Asha Dore
Twelfth Night
Elizabeth Hickson
Easy, he needed to cut
the extra shadow
from your heart, an area
on the scan edged in gray.
The first night home
your body dripped
dark water.
On the second day
our father
turned your Oxy
into milk, white liquid
he poured down the sink.
Each morning I emptied
your tubes, longed
to leak from my body
your body’s rain.
Instead, I read
the part where Antonio
tells Viola that twins
are like an apple
cleaved in half.
They cut me in half,
you said, letting me
trace a finger
down the metal’s edge.
Rare are things that
do not have clear boundaries—
the blackberry stain
of dusk in Ohio
the border between us
always getting confused.
Remember our game?
Someone would pinch your elbow
& I’d search my body
to find your hurt.
This, too, is how pain travels,
sound through a shared wall
white surge, blind breath.
all things fast & not incredibly violent
of my body
the ampersand curls &
the sky
drunk
is closing in again.
it is a fact
that in the wrong set of circumstances,
we can all be who we used to be.
we can skin the animal. somewhere
there is a windowless room, an incoming text
a dead phone & no stars. dusk
drips honey again
& I know a girl
whose father killed himself.
boom. on a park bench at lunch.
please,
let me begin again.
that was inconsiderate.
I am stepping naked from someone else’s shower.
I am not who I said was.
ii.
what I remember
is moonshine,
the spill
of his voice asking
if he could drive me home.
please
I say to a different man in a different room
that was skins ago.
excuse me, I am trying to remember the suddenness.
I am trying to separate slivers of light.
I’ll only be another minute.
I want to see a map of the whole sky in miniature.
I want you to look at me while I look at it.

Elizabeth Hickson is a graduate of Brooklyn College, where she earned her MFA in Poetry. She is also a graduate of Wake Forest University, where she earned a B.A. in English Literature and received the D.A. Brown Award for Excellence in Creative Writing. Originally from Ohio, she currently lives in North Carolina.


Directions:
Among the entries below, count the lines containing the string "container". Only the count is needed.

____

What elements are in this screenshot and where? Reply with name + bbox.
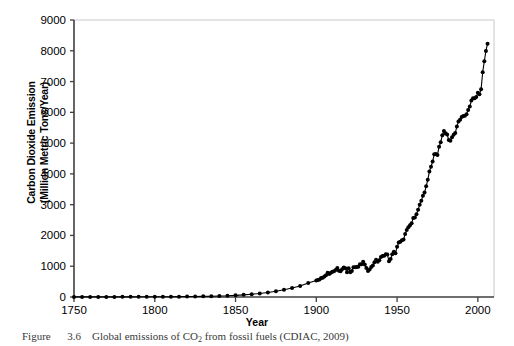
data-point: [250, 292, 254, 296]
data-line: [74, 44, 488, 297]
data-point: [410, 221, 414, 225]
data-point: [80, 295, 84, 299]
data-point: [416, 208, 420, 212]
data-point: [298, 284, 302, 288]
x-tick-label: 1800: [142, 304, 168, 316]
x-tick-label: 1850: [223, 304, 249, 316]
caption-text-after-sub: from fossil fuels (CDIAC, 2009): [202, 330, 349, 342]
data-point: [209, 294, 213, 298]
data-point: [258, 291, 262, 295]
data-point: [72, 295, 76, 299]
line-chart-svg: 0100020003000400050006000700080009000175…: [0, 0, 514, 316]
data-point: [455, 125, 459, 129]
y-tick-label: 3000: [40, 199, 66, 211]
data-point: [402, 238, 406, 242]
data-point: [477, 92, 481, 96]
data-point: [88, 295, 92, 299]
data-point: [282, 288, 286, 292]
caption-number: 3.6: [67, 330, 81, 342]
data-point: [389, 257, 393, 261]
data-point: [137, 295, 141, 299]
data-point: [234, 293, 238, 297]
data-point: [468, 105, 472, 109]
x-tick-label: 1750: [61, 304, 87, 316]
data-point: [403, 232, 407, 236]
data-point: [129, 295, 133, 299]
plot-frame: [74, 20, 494, 297]
data-point: [423, 191, 427, 195]
data-point: [112, 295, 116, 299]
data-point: [439, 140, 443, 144]
axis-ticks: [70, 20, 478, 302]
data-point: [193, 294, 197, 298]
data-point: [429, 165, 433, 169]
data-point: [465, 112, 469, 116]
data-point: [385, 252, 389, 256]
data-point: [419, 199, 423, 203]
chart-plot-area: 0100020003000400050006000700080009000175…: [0, 0, 514, 316]
data-point: [217, 294, 221, 298]
data-point: [274, 289, 278, 293]
x-tick-label: 2000: [465, 304, 491, 316]
data-point: [453, 131, 457, 135]
data-point: [306, 281, 310, 285]
y-tick-label: 4000: [40, 168, 66, 180]
y-tick-label: 9000: [40, 14, 66, 26]
data-point: [486, 42, 490, 46]
data-point: [395, 245, 399, 249]
data-point: [482, 59, 486, 63]
caption-text-before-sub: Global emissions of CO: [92, 330, 198, 342]
data-point: [445, 132, 449, 136]
data-point: [427, 170, 431, 174]
caption-prefix: Figure: [22, 330, 51, 342]
axis-tick-labels: 0100020003000400050006000700080009000175…: [40, 14, 490, 316]
data-point: [484, 49, 488, 53]
figure-caption: Figure 3.6 Global emissions of CO2 from …: [22, 330, 514, 346]
data-point: [104, 295, 108, 299]
data-point: [185, 295, 189, 299]
data-point: [431, 160, 435, 164]
data-point: [363, 263, 367, 267]
data-point: [393, 251, 397, 255]
x-tick-label: 1900: [304, 304, 330, 316]
x-tick-label: 1950: [384, 304, 410, 316]
data-point: [290, 286, 294, 290]
data-point: [161, 295, 165, 299]
y-tick-label: 5000: [40, 137, 66, 149]
y-tick-label: 6000: [40, 106, 66, 118]
data-point: [145, 295, 149, 299]
y-tick-label: 8000: [40, 45, 66, 57]
data-point: [266, 290, 270, 294]
data-point: [347, 266, 351, 270]
data-series-layer: [72, 42, 490, 299]
data-point: [169, 295, 173, 299]
data-point: [177, 295, 181, 299]
data-point: [437, 145, 441, 149]
data-point: [242, 293, 246, 297]
data-point: [474, 95, 478, 99]
y-tick-label: 7000: [40, 76, 66, 88]
y-tick-label: 1000: [40, 260, 66, 272]
data-point: [96, 295, 100, 299]
data-point: [426, 178, 430, 182]
data-point: [448, 139, 452, 143]
data-point: [201, 294, 205, 298]
data-point: [424, 184, 428, 188]
data-point: [414, 212, 418, 216]
data-point: [479, 87, 483, 91]
y-tick-label: 0: [60, 291, 66, 303]
data-point: [153, 295, 157, 299]
y-tick-label: 2000: [40, 229, 66, 241]
data-point: [120, 295, 124, 299]
data-point: [435, 153, 439, 157]
data-point: [350, 269, 354, 273]
data-point: [481, 70, 485, 74]
data-point: [225, 294, 229, 298]
data-point: [418, 203, 422, 207]
x-axis-title: Year: [0, 316, 514, 328]
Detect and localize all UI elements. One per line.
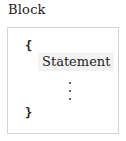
dot <box>69 98 71 100</box>
vertical-ellipsis-icon <box>69 82 71 106</box>
statement-label: Statement <box>38 53 114 71</box>
dot <box>69 82 71 84</box>
open-brace: { <box>25 39 32 53</box>
close-brace: } <box>25 106 32 120</box>
dot <box>69 90 71 92</box>
diagram-title: Block <box>8 2 46 17</box>
block-container: { Statement } <box>7 27 119 134</box>
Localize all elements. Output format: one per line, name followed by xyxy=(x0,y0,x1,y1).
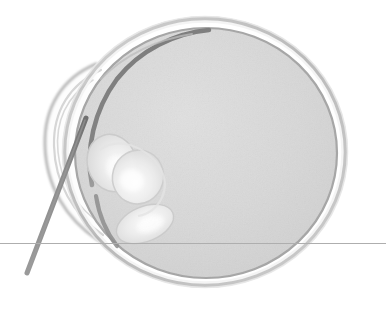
eye-cross-section-scene xyxy=(0,0,386,311)
render-stage: Eye Globe Cross-Section Render Vitreous … xyxy=(0,0,386,311)
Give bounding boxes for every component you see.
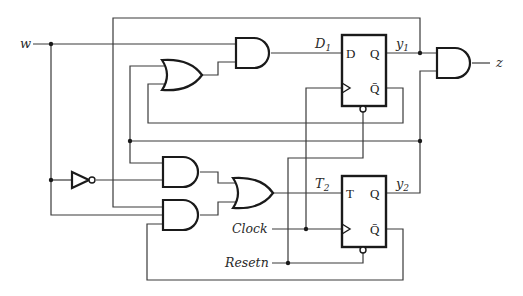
wire-or1-in-upper — [130, 66, 164, 141]
wire-and2-in-upper — [130, 141, 163, 163]
pin-q1bar: Q̄ — [370, 81, 380, 96]
label-t2: T2 — [315, 176, 330, 193]
pin-q2: Q — [370, 186, 380, 201]
label-w: w — [20, 36, 31, 51]
or-gate-t2 — [233, 178, 273, 208]
pin-q1: Q — [370, 46, 380, 61]
label-clock: Clock — [232, 221, 268, 236]
junction-dot — [49, 178, 53, 182]
label-z: z — [495, 55, 503, 70]
wire-or1-out — [200, 62, 236, 75]
and-gate-z — [437, 48, 470, 78]
t-flipflop: T Q Q̄ — [342, 176, 386, 253]
pin-q2bar: Q̄ — [370, 222, 380, 237]
wire-and2-out — [200, 172, 236, 183]
not-bubble-icon — [89, 177, 95, 183]
pin-d: D — [346, 46, 355, 61]
reset-bubble-icon — [360, 247, 366, 253]
wire-and3-out — [200, 202, 236, 215]
d-flipflop: D Q Q̄ — [342, 35, 386, 112]
or-gate-d1-feedback — [162, 60, 202, 90]
label-y2: y2 — [395, 176, 409, 193]
circuit-diagram: D Q Q̄ T Q Q̄ w z D1 y1 T2 y2 Clock Rese… — [0, 0, 523, 296]
wire-y2-to-zand — [420, 71, 437, 141]
junction-dot — [304, 227, 308, 231]
junction-dot — [49, 42, 53, 46]
reset-bubble-icon — [360, 106, 366, 112]
and-gate-t2-upper — [163, 157, 198, 187]
and-gate-d1 — [236, 38, 269, 68]
junction-dot — [286, 261, 290, 265]
pin-t: T — [346, 186, 354, 201]
junction-dot — [128, 139, 132, 143]
junction-dot — [418, 51, 422, 55]
not-gate-w — [72, 172, 89, 188]
wire-w-down — [51, 44, 163, 215]
wire-resetn — [272, 252, 363, 263]
label-d1: D1 — [314, 36, 331, 53]
junction-dot — [418, 139, 422, 143]
label-resetn: Resetn — [224, 255, 269, 270]
and-gate-t2-lower — [163, 200, 198, 230]
label-y1: y1 — [395, 36, 409, 53]
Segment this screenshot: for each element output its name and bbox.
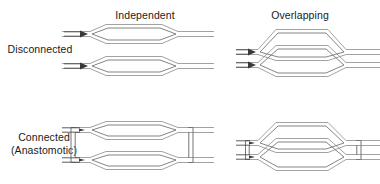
column-header-overlapping: Overlapping [255, 9, 345, 21]
vessel-upper-outer-top [76, 122, 214, 128]
vessel-upper-outer-top [250, 123, 380, 141]
vessel-lower-outer-top [236, 46, 380, 63]
inflow-arrow-upper-icon [62, 128, 85, 132]
panel-connected-independent [62, 120, 214, 172]
anastomosis-connector-right [356, 141, 361, 160]
vessel-lower-lumen [92, 155, 176, 166]
vessel-upper-outer-top [236, 30, 380, 50]
vessel-upper-lumen [92, 125, 176, 136]
panel-connected-overlapping [236, 120, 380, 174]
vessel-lower-outer-bottom [250, 160, 380, 171]
panel-disconnected-independent [62, 22, 214, 82]
vessel-lower-lumen [92, 60, 176, 72]
vessel-upper-lumen [260, 126, 344, 149]
vessel-upper-outer-bottom [236, 55, 380, 61]
column-header-independent: Independent [100, 9, 190, 21]
vascular-network-figure: Independent Overlapping Disconnected Con… [0, 0, 380, 184]
vessel-lower-outer-bottom [236, 68, 380, 77]
inflow-arrow-lower-icon [62, 158, 85, 162]
anastomosis-connector-left [71, 128, 76, 163]
vessel-upper-lumen [92, 28, 176, 40]
panel-disconnected-overlapping [236, 27, 380, 79]
vessel-lower-lumen [260, 49, 344, 73]
vessel-lower-lumen [260, 142, 344, 167]
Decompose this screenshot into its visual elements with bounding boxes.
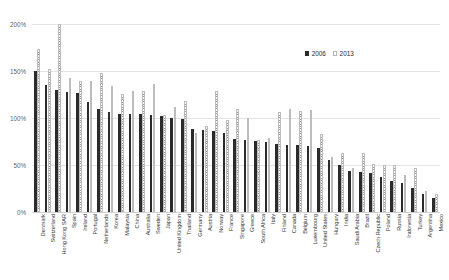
bar-2013[interactable] [121, 94, 124, 212]
bar-group [252, 24, 262, 212]
bar-2013[interactable] [69, 78, 72, 212]
bar-group [430, 24, 440, 212]
bar-2013[interactable] [310, 110, 313, 212]
bar-group [377, 24, 387, 212]
bar-2013[interactable] [247, 118, 250, 212]
x-axis-label-cell: Denmark [32, 214, 42, 278]
bar-2013[interactable] [257, 140, 260, 212]
bar-group [168, 24, 178, 212]
y-axis-tick-label: 50% [13, 162, 26, 169]
x-axis-label-cell: Australia [137, 214, 147, 278]
bar-group [220, 24, 230, 212]
x-axis-label-cell: Belgium [294, 214, 304, 278]
bar-2013[interactable] [425, 191, 428, 212]
bar-series-group [32, 24, 440, 212]
bar-2013[interactable] [195, 133, 198, 212]
bar-2013[interactable] [58, 24, 61, 212]
y-axis-tick-label: 100% [10, 115, 26, 122]
bar-2013[interactable] [268, 138, 271, 212]
bar-2013[interactable] [205, 126, 208, 212]
bar-2013[interactable] [153, 84, 156, 212]
x-axis-label-cell: South Africa [252, 214, 262, 278]
x-axis-label-cell: Switzerland [42, 214, 52, 278]
x-axis-label-cell: Thailand [179, 214, 189, 278]
x-axis-label-cell: Czech Republic [367, 214, 377, 278]
bar-2013[interactable] [414, 168, 417, 212]
x-axis-label-cell: France [220, 214, 230, 278]
chart-legend: 2006 2013 [305, 50, 354, 57]
bar-2013[interactable] [111, 86, 114, 212]
bar-group [262, 24, 272, 212]
bar-2013[interactable] [226, 120, 229, 212]
bar-group [419, 24, 429, 212]
bar-group [179, 24, 189, 212]
x-axis-label-cell: Norway [210, 214, 220, 278]
bar-2013[interactable] [184, 101, 187, 212]
x-axis-label-cell: Finland [273, 214, 283, 278]
bar-group [126, 24, 136, 212]
bar-2013[interactable] [435, 194, 438, 212]
bar-2013[interactable] [289, 109, 292, 212]
x-axis-label-cell: Indonesia [398, 214, 408, 278]
x-axis-label-cell: Ireland [74, 214, 84, 278]
bar-2013[interactable] [404, 175, 407, 212]
bar-group [116, 24, 126, 212]
bar-group [147, 24, 157, 212]
x-axis-label-cell: Mexico [430, 214, 440, 278]
bar-group [294, 24, 304, 212]
bar-2013[interactable] [174, 107, 177, 212]
bar-2013[interactable] [132, 91, 135, 212]
x-axis-label-cell: Canada [283, 214, 293, 278]
bar-group [95, 24, 105, 212]
legend-item-2006[interactable]: 2006 [305, 50, 326, 57]
x-axis-label-cell: Portugal [84, 214, 94, 278]
bar-2013[interactable] [341, 153, 344, 212]
bar-group [74, 24, 84, 212]
x-axis-label-cell: Hungary [325, 214, 335, 278]
bar-group [367, 24, 377, 212]
bar-group [357, 24, 367, 212]
bar-group [210, 24, 220, 212]
x-axis-label-cell: India [336, 214, 346, 278]
bar-2013[interactable] [37, 49, 40, 212]
bar-2013[interactable] [362, 153, 365, 212]
bar-2013[interactable] [383, 165, 386, 212]
chart-container: 0%50%100%150%200% DenmarkSwitzerlandHong… [0, 0, 449, 280]
bar-2013[interactable] [352, 168, 355, 212]
bar-2013[interactable] [236, 109, 239, 212]
bar-2013[interactable] [142, 91, 145, 212]
bar-2013[interactable] [100, 73, 103, 212]
x-axis-label-cell: United Kingdom [168, 214, 178, 278]
bar-group [53, 24, 63, 212]
x-axis-label-cell: Japan [158, 214, 168, 278]
x-axis-label-cell: Hong Kong SAR [53, 214, 63, 278]
plot-area [32, 24, 440, 212]
x-axis-label-cell: Germany [189, 214, 199, 278]
x-axis-label-cell: Italy [262, 214, 272, 278]
x-axis-label-cell: Turkey [409, 214, 419, 278]
bar-group [42, 24, 52, 212]
bar-2013[interactable] [215, 91, 218, 212]
bar-group [189, 24, 199, 212]
bar-2013[interactable] [278, 112, 281, 212]
bar-group [63, 24, 73, 212]
bar-group [231, 24, 241, 212]
bar-2013[interactable] [393, 165, 396, 212]
legend-item-2013[interactable]: 2013 [333, 50, 354, 57]
bar-2013[interactable] [90, 81, 93, 212]
bar-2013[interactable] [79, 81, 82, 212]
x-axis-label-cell: Russia [388, 214, 398, 278]
bar-2013[interactable] [163, 115, 166, 212]
bar-2013[interactable] [331, 157, 334, 212]
bar-2013[interactable] [320, 134, 323, 212]
bar-2013[interactable] [48, 69, 51, 212]
bar-group [283, 24, 293, 212]
bar-2013[interactable] [372, 164, 375, 212]
bar-group [84, 24, 94, 212]
legend-swatch-2006-icon [305, 51, 309, 55]
x-axis-label-cell: Singapore [231, 214, 241, 278]
bar-group [32, 24, 42, 212]
x-axis-tick-label: Mexico [438, 214, 444, 231]
bar-2013[interactable] [299, 111, 302, 212]
x-axis-labels: DenmarkSwitzerlandHong Kong SARSpainIrel… [32, 214, 440, 278]
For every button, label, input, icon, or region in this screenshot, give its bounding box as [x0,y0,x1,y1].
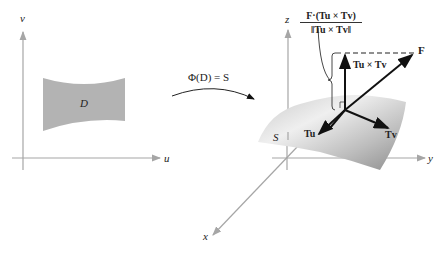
mapping-label: Φ(D) = S [188,72,229,83]
tangent-u-label: Tu [304,129,315,139]
formula-numerator: F·(Tu × Tv) [300,10,362,23]
diagram-canvas [0,0,444,255]
normal-component-formula: F·(Tu × Tv) ‖Tu × Tv‖ [300,10,362,35]
axis-z-label: z [285,14,289,25]
field-f-label: F [418,45,425,56]
axis-u-label: u [164,153,170,164]
mapping-arrow [172,89,254,99]
formula-leader [318,28,330,80]
axis-y-label: y [428,153,433,164]
formula-denominator: ‖Tu × Tv‖ [300,23,362,35]
surface-s-label: S [273,132,279,143]
region-d-label: D [80,98,88,109]
normal-vector-label: Tu × Tv [353,60,387,70]
axis-x-label: x [203,231,208,242]
x-axis [213,146,298,235]
tangent-v-label: Tv [385,130,397,140]
axis-v-label: v [20,13,25,24]
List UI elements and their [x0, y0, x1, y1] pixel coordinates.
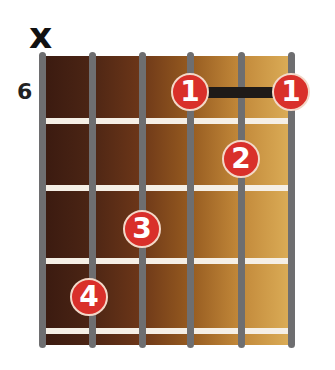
finger-dot: 2 [222, 140, 260, 178]
finger-dot: 1 [171, 73, 209, 111]
start-fret-label: 6 [17, 79, 32, 104]
finger-dot: 1 [272, 73, 310, 111]
barre-bar [205, 87, 280, 98]
fret-line [42, 118, 292, 124]
muted-string-marker: x [29, 18, 52, 54]
fret-line [42, 185, 292, 191]
finger-dot: 4 [70, 278, 108, 316]
string-3 [139, 52, 146, 348]
finger-dot: 3 [123, 210, 161, 248]
string-1 [39, 52, 46, 348]
fret-line [42, 328, 292, 334]
chord-diagram: x 6 1 1 2 3 4 [0, 0, 335, 370]
fret-line [42, 258, 292, 264]
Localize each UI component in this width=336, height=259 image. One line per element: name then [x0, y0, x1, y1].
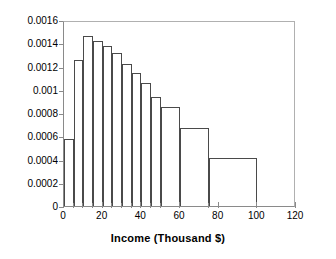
- x-axis-tick-label: 20: [82, 210, 122, 221]
- x-axis-title: Income (Thousand $): [0, 232, 336, 244]
- x-axis-tick-mark: [256, 202, 257, 208]
- x-axis-tick-mark: [102, 202, 103, 208]
- x-axis-minor-tick-mark: [160, 203, 161, 208]
- x-axis-tick-label: 120: [275, 210, 315, 221]
- x-axis-minor-tick-mark: [82, 203, 83, 208]
- x-axis-minor-tick-mark: [92, 203, 93, 208]
- x-axis-tick-mark: [179, 202, 180, 208]
- x-axis-minor-tick-mark: [208, 203, 209, 208]
- x-axis-tick-mark: [218, 202, 219, 208]
- x-axis-minor-tick-mark: [131, 203, 132, 208]
- x-axis-tick-mark: [140, 202, 141, 208]
- x-axis-minor-tick-mark: [121, 203, 122, 208]
- x-axis-tick-label: 0: [43, 210, 83, 221]
- x-axis-tick-mark: [63, 202, 64, 208]
- histogram-figure: 00.00020.00040.00060.00080.0010.00120.00…: [0, 0, 336, 259]
- x-axis: 020406080100120: [0, 0, 336, 259]
- x-axis-minor-tick-mark: [150, 203, 151, 208]
- x-axis-tick-label: 80: [198, 210, 238, 221]
- x-axis-tick-mark: [295, 202, 296, 208]
- x-axis-minor-tick-mark: [111, 203, 112, 208]
- x-axis-minor-tick-mark: [73, 203, 74, 208]
- x-axis-tick-label: 100: [236, 210, 276, 221]
- x-axis-tick-label: 40: [120, 210, 160, 221]
- x-axis-tick-label: 60: [159, 210, 199, 221]
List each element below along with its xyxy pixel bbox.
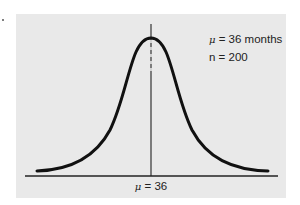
normal-curve-plot: [0, 0, 300, 205]
annotation-mean: μ = 36 months: [209, 34, 282, 46]
annotation-n-text: n = 200: [209, 51, 248, 63]
mean-axis-value: = 36: [141, 180, 167, 192]
mean-axis-label: μ = 36: [120, 180, 182, 192]
annotation-n: n = 200: [209, 52, 248, 64]
annotation-mean-text: = 36 months: [216, 33, 283, 45]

____

Completed task:
2